The following are some of the most popular courses that businesses have their employees complete and how these trainings can positively impact their business.

 1. DOT Hazardous Materials General Awareness

Required by the Department of Transportation, this training provides crucial education for any employee involved in the safe shipping, receiving or transporting of hazardous materials by highway transport. Training should include the identification of hazardous materials and how to meet the regulatory requirements for packaging, marking, labeling hazardous materials for domestic highway shipments.

The DOT hazmat rules are stringent and not having trained employees can be costly. Penalties for non-compliance are as high as $77,114 per day, per violation. For hazmat training violations, the minimum fine is $463 per day, per violation. Trainings should be refreshed ever three years.

2. EPA RCRA Hazardous Waste Management

According to the EPA, a hazardous waste is a waste with properties that make it dangerous or capable of having a harmful effect on human health or the environment. Hazardous waste is generated from many sources, ranging from industrial manufacturing process wastes to batteries and may come in many forms, including liquids, solids gases, and sludges.

Because hazardous waste takes many forms, training is required for individuals responsible for ensuring compliance with hazardous waste regulations, and includes discussion related to proper container management, storage procedures, the use of the hazardous waste manifest and necessary emergency response. It’s also important to remember that different states have different standards, so the training that qualifies in one state won’t always be equivalent to the training for another.

3. OSHA 10 For General Industry

The OSHA 10-hour Outreach Training Program for General Industry is intended to provide entry-level workers information about their rights, employer responsibilities, and how to identify, abate, avoid and prevent job related hazards in the workplace. The training covers a variety of general industry safety and health hazards, which a worker may encounter in the workplace. This is a good introduction to safety and serves as a great way to develop a safety culture for your business.

 4. Fall Protection

 In almost every industry, slip-and-fall and falling from height injuries have been identified as one of the most common. This course is designed for any employee who may be working at heights or any staff that may ever be around some one working at heights. The subject matter of the training should include identifying hazards and risks, ladders, handrails, stairs and basic fall protection equipment.
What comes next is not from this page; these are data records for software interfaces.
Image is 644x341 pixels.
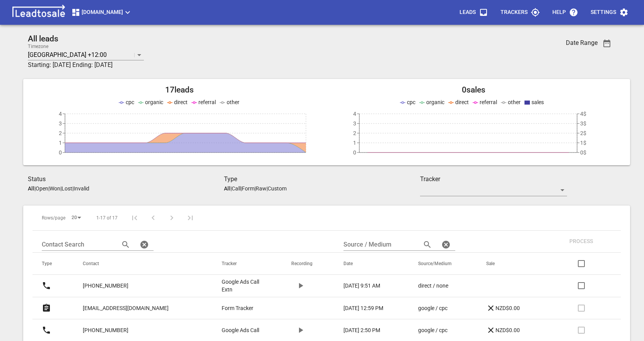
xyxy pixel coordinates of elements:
p: [DATE] 2:50 PM [343,327,380,334]
a: [DATE] 12:59 PM [343,304,387,312]
span: other [227,99,239,105]
button: Date Range [598,34,616,53]
tspan: 3 [59,121,62,126]
tspan: 1 [353,140,356,146]
p: [PHONE_NUMBER] [83,282,128,290]
p: google / cpc [418,304,448,312]
span: organic [426,99,445,105]
p: Settings [590,9,616,16]
tspan: 4$ [580,110,586,117]
button: [DOMAIN_NAME] [68,5,135,20]
tspan: 3 [353,121,356,126]
span: | [241,185,242,192]
p: Leads [460,9,476,16]
span: | [266,185,267,192]
h2: 0 sales [327,85,621,95]
p: Google Ads Call [221,327,259,334]
p: Lost [61,185,72,192]
svg: Call [42,281,51,290]
span: | [255,185,256,192]
span: [DOMAIN_NAME] [71,8,132,17]
span: | [72,185,74,192]
a: Form Tracker [221,304,260,312]
svg: Form [42,303,51,312]
span: other [508,99,520,105]
span: Rows/page [42,215,65,221]
p: NZD$0.00 [486,326,520,335]
a: Google Ads Call [221,327,260,334]
p: Form [242,185,255,192]
div: 20 [69,213,84,223]
p: Won [49,185,60,192]
span: | [34,185,35,192]
span: referral [480,99,497,105]
p: Form Tracker [221,304,253,312]
p: Trackers [500,9,527,16]
a: google / cpc [418,327,455,334]
h3: Date Range [566,39,598,46]
tspan: 0$ [580,149,586,156]
th: Contact [74,253,213,275]
aside: All [28,185,34,192]
p: google / cpc [418,327,448,334]
p: Open [35,185,49,192]
p: [PHONE_NUMBER] [83,327,128,334]
a: [EMAIL_ADDRESS][DOMAIN_NAME] [83,299,169,318]
tspan: 1 [59,140,62,146]
a: direct / none [418,282,455,290]
tspan: 4 [59,110,62,117]
span: sales [532,99,543,105]
h3: Type [224,174,420,184]
a: [PHONE_NUMBER] [83,321,128,340]
p: Invalid [74,185,89,192]
img: logo [9,5,68,20]
svg: Call [42,326,51,335]
tspan: 2 [59,130,62,136]
h2: 17 leads [33,85,327,95]
p: [DATE] 12:59 PM [343,304,383,312]
a: NZD$0.00 [486,303,532,312]
h3: Starting: [DATE] Ending: [DATE] [28,60,518,69]
th: Sale [477,253,554,275]
p: NZD$0.00 [486,303,520,312]
span: cpc [407,99,415,105]
tspan: 2 [353,130,356,136]
tspan: 3$ [580,121,586,126]
span: organic [145,99,163,105]
th: Type [33,253,74,275]
a: google / cpc [418,304,455,312]
span: 1-17 of 17 [96,215,118,221]
a: [DATE] 2:50 PM [343,327,387,334]
p: [GEOGRAPHIC_DATA] +12:00 [28,50,106,59]
tspan: 0 [59,149,62,156]
span: cpc [126,99,134,105]
p: Custom [267,185,287,192]
th: Date [334,253,409,275]
a: NZD$0.00 [486,326,532,335]
a: [PHONE_NUMBER] [83,276,128,295]
h3: Status [28,174,224,184]
p: [DATE] 9:51 AM [343,282,380,290]
p: [EMAIL_ADDRESS][DOMAIN_NAME] [83,304,169,312]
tspan: 2$ [580,130,586,136]
a: [DATE] 9:51 AM [343,282,387,290]
tspan: 4 [353,110,356,117]
span: referral [198,99,216,105]
span: direct [455,99,469,105]
p: Help [552,9,566,16]
span: | [49,185,49,192]
tspan: 0 [353,149,356,156]
span: direct [174,99,188,105]
span: | [230,185,232,192]
aside: All [224,185,230,192]
h2: All leads [28,34,518,44]
p: direct / none [418,282,448,290]
span: | [60,185,61,192]
label: Timezone [28,44,49,49]
p: Raw [256,185,266,192]
a: Google Ads Call Extn [221,278,260,294]
th: Source/Medium [409,253,477,275]
tspan: 1$ [580,140,586,146]
th: Tracker [213,253,282,275]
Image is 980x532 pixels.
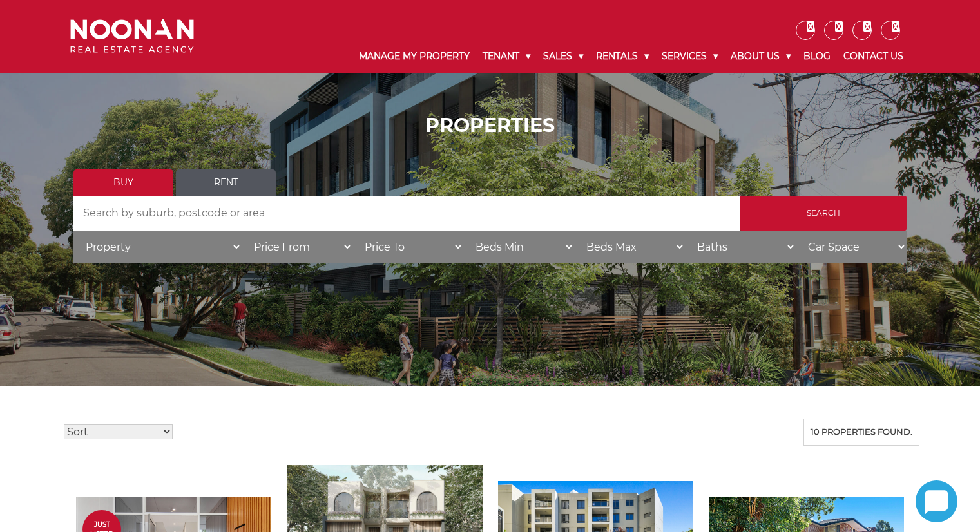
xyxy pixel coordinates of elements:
[71,20,194,54] img: Noonan Real Estate Agency
[837,40,910,73] a: Contact Us
[73,169,173,196] a: Buy
[477,40,537,73] a: Tenant
[804,419,920,446] div: 10 properties found.
[176,169,276,196] a: Rent
[739,196,907,231] input: Search
[64,425,172,440] select: Sort Listings
[797,40,837,73] a: Blog
[590,40,656,73] a: Rentals
[724,40,797,73] a: About Us
[73,114,907,137] h1: PROPERTIES
[537,40,590,73] a: Sales
[656,40,724,73] a: Services
[73,196,739,231] input: Search by suburb, postcode or area
[353,40,477,73] a: Manage My Property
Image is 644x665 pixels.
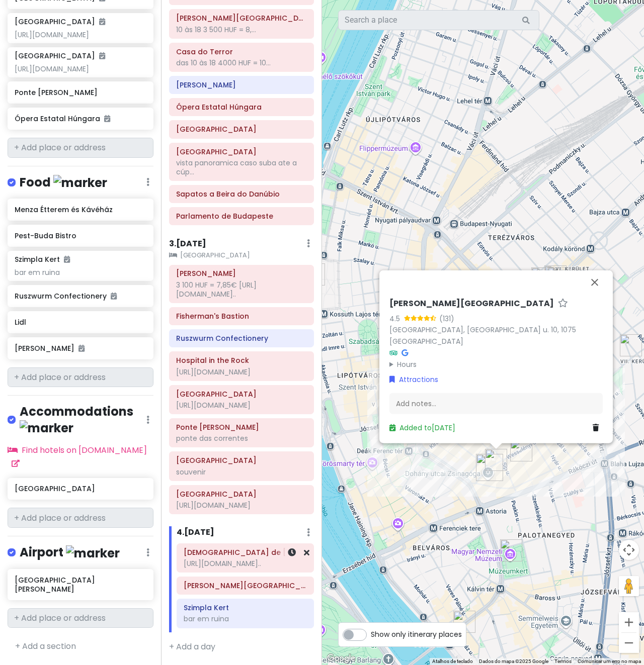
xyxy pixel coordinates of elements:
[14,30,146,40] div: [URL][DOMAIN_NAME]
[176,158,307,176] div: vista panoramica caso suba ate a cúp...
[14,88,146,97] h6: Ponte [PERSON_NAME]
[176,490,307,499] h6: Museu Nacional da Hungria
[99,18,105,25] i: Added to itinerary
[176,13,307,22] h6: Franz Liszt Memorial Museum
[111,293,117,300] i: Added to itinerary
[176,280,307,299] div: 3 100 HUF = 7,85€ [URL][DOMAIN_NAME]..
[19,174,107,191] h4: Food
[389,422,455,433] a: Added to[DATE]
[389,313,404,324] div: 4.5
[14,114,146,123] h6: Ópera Estatal Húngara
[531,268,553,290] div: Casa do Terror
[176,367,307,377] div: [URL][DOMAIN_NAME]
[389,298,553,308] h6: [PERSON_NAME][GEOGRAPHIC_DATA]
[183,615,307,624] div: bar em ruina
[176,501,307,510] div: [URL][DOMAIN_NAME]
[176,147,307,156] h6: Basílica de Santo Estêvão
[64,256,70,263] i: Added to itinerary
[176,423,307,432] h6: Ponte Széchenyi Lánchíd
[325,652,358,665] img: Google
[14,65,146,73] div: [URL][DOMAIN_NAME]
[176,47,307,56] h6: Casa do Terror
[176,311,307,321] h6: Fisherman's Bastion
[389,393,603,414] div: Add notes...
[371,629,462,640] span: Show only itinerary places
[176,124,307,134] h6: Elizabeth Square
[577,659,641,664] a: Comunicar um erro no mapa
[287,547,296,559] a: Set a time
[14,255,70,264] h6: Szimpla Kert
[619,613,639,632] button: Ampliar
[183,548,307,557] h6: Sinagoga de Budapeste
[545,265,567,287] div: Avenida Andrássy
[14,51,105,61] h6: [GEOGRAPHIC_DATA]
[304,547,309,559] a: Remove from day
[14,318,146,327] h6: Lidl
[176,212,307,221] h6: Parlamento de Budapeste
[8,508,153,528] input: + Add place or address
[389,349,397,356] i: Tripadvisor
[548,267,570,289] div: Franz Liszt Memorial Museum
[176,59,307,67] div: das 10 às 18 4000 HUF = 10...
[66,545,120,561] img: marker
[53,175,107,191] img: marker
[183,559,307,569] div: [URL][DOMAIN_NAME]..
[389,359,603,369] summary: Hours
[14,484,146,493] h6: [GEOGRAPHIC_DATA]
[176,80,307,90] h6: Mazel Tov
[14,231,146,240] h6: Pest-Buda Bistro
[14,17,105,26] h6: [GEOGRAPHIC_DATA]
[554,659,572,664] a: Termos (abre num novo separador)
[183,581,307,591] h6: Raoul Wallenberg Holocaust Memorial Park
[479,659,549,664] span: Dados do mapa ©2025 Google
[78,345,85,352] i: Added to itinerary
[453,611,475,633] div: Great Market Hall
[439,313,454,324] div: (131)
[14,205,146,214] h6: Menza Étterem és Kávéház
[176,102,307,112] h6: Ópera Estatal Húngara
[176,527,214,538] h6: 4 . [DATE]
[176,456,307,466] h6: Great Market Hall
[510,439,532,462] div: Szimpla Kert
[176,434,307,443] div: ponte das correntes
[14,268,146,277] div: bar em ruina
[176,356,307,365] h6: Hospital in the Rock
[176,190,307,199] h6: Sapatos a Beira do Danúbio
[500,540,523,562] div: Museu Nacional da Hungria
[8,367,153,387] input: + Add place or address
[558,298,568,308] a: Star place
[476,454,503,481] div: Sinagoga de Budapeste
[169,251,314,260] small: [GEOGRAPHIC_DATA]
[401,349,408,356] i: Google Maps
[593,422,603,433] a: Delete place
[176,467,307,477] div: souvenir
[176,401,307,410] div: [URL][DOMAIN_NAME]
[389,325,576,346] a: [GEOGRAPHIC_DATA], [GEOGRAPHIC_DATA] u. 10, 1075 [GEOGRAPHIC_DATA]
[183,603,307,613] h6: Szimpla Kert
[582,270,606,294] button: Fechar
[485,449,507,471] div: Raoul Wallenberg Holocaust Memorial Park
[619,633,639,653] button: Reduzir
[8,444,147,469] a: Find hotels on [DOMAIN_NAME]
[176,389,307,399] h6: Castelo de Buda
[169,239,206,250] h6: 3 . [DATE]
[104,115,110,122] i: Added to itinerary
[8,138,153,158] input: + Add place or address
[169,641,215,652] a: + Add a day
[619,540,639,560] button: Controlos da câmara do mapa
[176,333,307,343] h6: Ruszwurm Confectionery
[619,576,639,597] button: Arraste o Pegman para o mapa para abrir o Street View
[99,52,105,60] i: Added to itinerary
[14,292,146,301] h6: Ruszwurm Confectionery
[19,404,147,436] h4: Accommodations
[15,641,76,652] a: + Add a section
[14,344,146,353] h6: [PERSON_NAME]
[176,25,307,34] div: 10 às 18 3 500 HUF = 8,...
[389,374,438,385] a: Attractions
[325,652,358,665] a: Abrir esta área no Google Maps (abre uma nova janela)
[432,658,472,665] button: Atalhos de teclado
[19,420,73,436] img: marker
[14,575,146,594] h6: [GEOGRAPHIC_DATA][PERSON_NAME]
[338,10,539,30] input: Search a place
[8,608,153,628] input: + Add place or address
Training employees and knowing how to use PPE isn’t just good for your employees, it’s good for your bottom line. As reported in 2013 by National Safety Council, “fall from the same level” ($7.94 billion) and “fall to lower level” ($5.35 billion) were the second and third highest injury causes of disabling workplace injuries in 2011.

 5. First Aid

According to OSHA, First Aid refers to medical attention that is usually administered immediately after an injury occurs and at the location where it occurred. It often consists of a one-time, short-term treatment and requires little technology or training to administer. First aid can include cleaning minor cuts, scrapes, or scratches; treating a minor burn; applying bandages and dressings; the use of non-prescription medicine; draining blisters; removing debris from the eyes; massage; and drinking fluids to relieve heat stress.

The benefit of having employees with First Aid training is that they can respond quickly in the event of an accident or injury and help keep a minor problem from escalating into a major one. Also, if First Aid is successfully provided on-site, an employer doesn’t always have to report the accident or injury.

 6. Emergency Action Plan

 OSHA requires every employer to develop an Emergency Action Plans for credible threats to their employees. Threats can include fire, severe weather, earthquake, active shooter, chemical release and many others.

All employees must be trained in how to identify an emergency, their employer’s emergency action plan, warning sounds and identifications, evacuation routes, safe havens, assembly areas and after emergency requirements.

If you don’t have an emergency action plan in place, or aren’t providing the training to your employees, creating a plan and getting the requisite training is a must.

 7. Lock Out /Tag Out

 For employees who use, maintain or inspect energized equipment, lockout tagout procedures can guide an authorized employee through a sequential process that renders a piece of equipment or process safe.

Employees need to be trained to ensure that they know, understand, and follow the applicable provisions of the hazardous energy control procedures. The training must cover at least three areas: aspects of the employer’s energy control program; elements of the energy control procedure relevant to the employee’s duties or assignment; and the various requirements of the OSHA standards related to lockout/tagout.

Compliance with the lockout/ tagout standard prevents an estimated 120 fatalities and 50,000 injuries each year. Workers injured on the job from exposure to hazardous energy lose an average of 24 workdays for recuperation.

Looking for one of these trainings for your employees? Talk to one of our safety advisors today and schedule a site assessment or training program. Arbill is a safety solutions company. We are all about protecting your workers in the workplace. Our mission is to keep workers safe and return them home safely at the end of the day.